The Inquirer spoke with six current and former staffers who said several senior therapists — with loyal clients and caseloads built over decades at CFR — had left within the last 18 months.
Anhorn said “there was definitely some turnover” after he became CEO in January 2025, which he called common when new leadership comes in.
Anhorn said therapists who leave CFR can take their clients with them since there’s no noncompete agreement, which creates financial unpredictability. Some therapists left to go into private practice, he said.
“If a couple of people leave and they take all their clients with them, that’s a major shift in cash flow,” Anhorn said.
Behind the scenes, Anhorn and board members brainstormed ideas to right the ship, he said.
“There was bouncing between extreme optimism and then also what the realities were,” he said. “My hope is that people realize that I was really fighting for this organization to thrive.”
A training pipeline
Emily Mudd, a visionary in women’s mental health, founded CFR in 1932 as one of the first organizations in the country to offer marriage counseling. It helped pioneer sex therapy and so-called “systemic therapy” — the idea that an individual’s behavior and past trauma impacts the family, CEO Emeritus Steve Treat said.
From the start, CFR’s mission was to serve “the poorest of the poor,” Treat said.
“The people who need it the most are going to be losing one of the places they could go,” he said.
CFR provided free therapy at public schools, veterans’ groups, and group homes, working closely with Project HOME, a Philadelphia nonprofit aimed at ending homelessness.

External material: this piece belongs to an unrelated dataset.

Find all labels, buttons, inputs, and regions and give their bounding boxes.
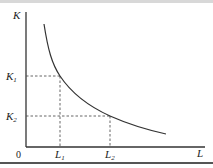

CFR also became a vital training pipeline for the region’s therapists. In 2006, CFR and Thomas Jefferson University partnered to create a master’s in family therapy program. CFR staff taught classes, trained, and supervised students, who were required to complete more than 300 client hours to graduate.

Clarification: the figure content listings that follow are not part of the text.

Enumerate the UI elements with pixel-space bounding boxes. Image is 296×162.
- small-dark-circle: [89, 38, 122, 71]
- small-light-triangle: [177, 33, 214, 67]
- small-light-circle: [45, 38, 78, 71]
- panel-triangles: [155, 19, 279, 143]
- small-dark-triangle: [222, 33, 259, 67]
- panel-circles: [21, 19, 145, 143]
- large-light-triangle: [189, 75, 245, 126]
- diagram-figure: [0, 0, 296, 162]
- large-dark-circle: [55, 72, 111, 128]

That partnership, which generated revenue for CFR, ended a few years ago, Treat said.
Many of Jefferson’s master’s students continued to choose CFR for clinical training requirements. CFR also has clinical interns from about 10 other area universities, including Bryn Mawr College, Temple University, and the University of Pennsylvania.
“I was so excited to get selected for an internship with them,” said Heather, who was supposed to start orientation for her clinical internship at CFR on May 11. She asked The Inquirer to withhold her last name because she doesn’t want to risk her prospects.
“I’m scrambling now for a new internship,” she said. “But this closing is bigger than me and my internship — there are all the CFR employees who now have to find new ways and places to work, and even more, the thousands of clients who have depended on CFR for mental healthcare.”